Sources claim Turkish police were told in 2014 Eren flew from London to kill Ibrahim Aslan but murdered his nephew Ilhan Kabala instead when he could not find his original target. Mr Kabala was shot dead outside a bar in Bodrum, Turkey, in 2014.
Aslan had apparently been tipped off and fled four days before the shooting . His involvement in the violence can be traced back to 2003 when, at 21, he tried to shoot dead a Turkish man at a petrol station in Tottenham, North London.

Aslan was jailed for 13 years for attempted murder alongside Bombers founder Abdullah Baybasin and Erdal Ozmen, who was murdered earlier this month. Cafer Aslan, 54, believed to have been Aslan's older brother, was shot dead in Enfield, North London, in August 2017.
The following February, Aslan's nephew Bulent Kabala, 41, was hit by a blue Ford Transit while driving in nearby Cockfosters and shot four times. In December 2015 armed police thwarted a bid to free Izzet Eren from a custody van outside Wood Green Crown Court, North London.
Eren was serving 14 years after he was caught with a machine gun while allegedly on his way to carry out a hit in revenge for the murder of his brother. Jermaine Baker was shot dead by a police marksman as he attempted to free the gang leader.
Eren's only surviving brother, Huseyin, was killed in Turkey in 2020 while on a family holiday in the southern city of Elbistan. The 24-year-old was shot dead in front of wife and child. Izzet Eren was himself gunned down in July last year in Moldova in a suspected revenge attack for the Evin restaurant shooting. Kemal Armagan is suspected of killing his long-time rival with the help of British former solicitor Toper Hassan.
Hassan is currently fighting extradition to Moldova. Aslan, 40, posted a chilling message last July hours after Eren was shot. Below popping champagne corks emojis, he warned: "If you are my friend you stay alive, if you are my enemy you will be fd."
Armagan was arrested in Turkey last year where he is wanted for another murder. The latest suspected victim of the battle was Eldal Ozmen, 45, who was gunned down earlier this month a short walk from the Eren restaurant, amid fears it was a revenge attack.

Ozmen was part of the Hackney Bombers and detectives are now understood to be investigating whether the murder was retaliation for the killing of Izzet Eren.
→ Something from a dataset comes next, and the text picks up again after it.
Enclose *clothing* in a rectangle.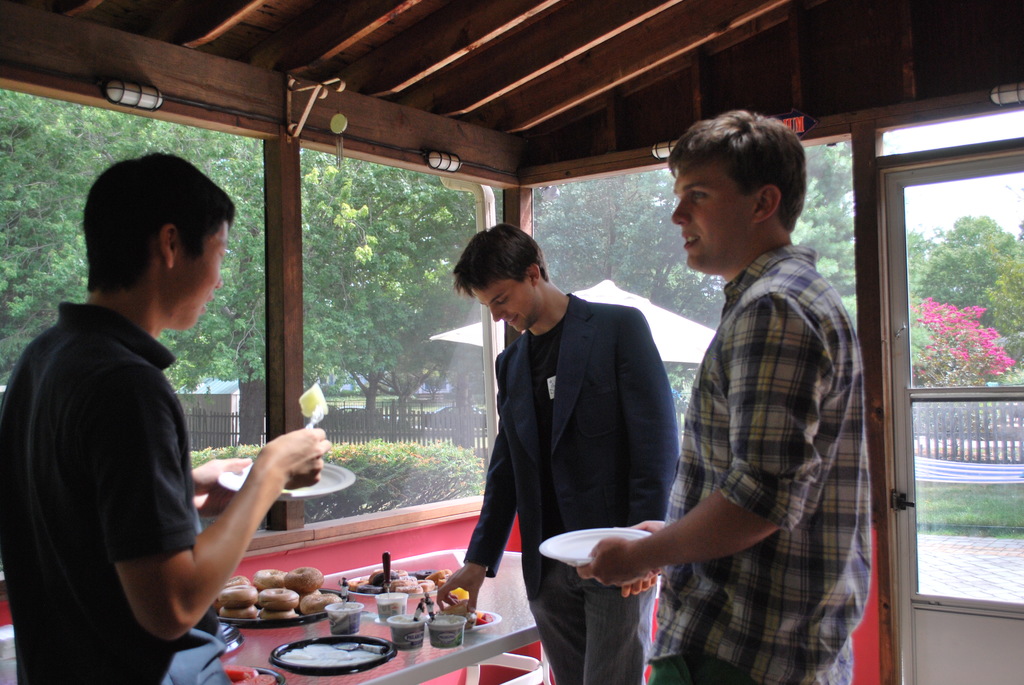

A law enforcement source told the Mirror: "I think it's the same war." But the Metropolitan Police said that the motive for the latest murder "remains unclear". No arrests have been made.
CCTV shows the suspected gunmen escaping in a black Kia sport's car with the help of a getaway driver who calmly stops at traffic lights seconds after the shooting. A friend of the dead man said: "Someone shot him in the back then came back and kicked him and shot him another two times. When they left, they waited 25 seconds at the traffic lights. They didn’t hide their face, no masks, nothing."
Kicking the victim after shooting him would appear to signify that this was a crime motivated by emotion rather than money. Mr Dalloway said: "I think historically drugs and firearms have been what fuels this violence but the tensions now have spiralled beyond any drug disputes and it's just an ongoing hatred between the two groups."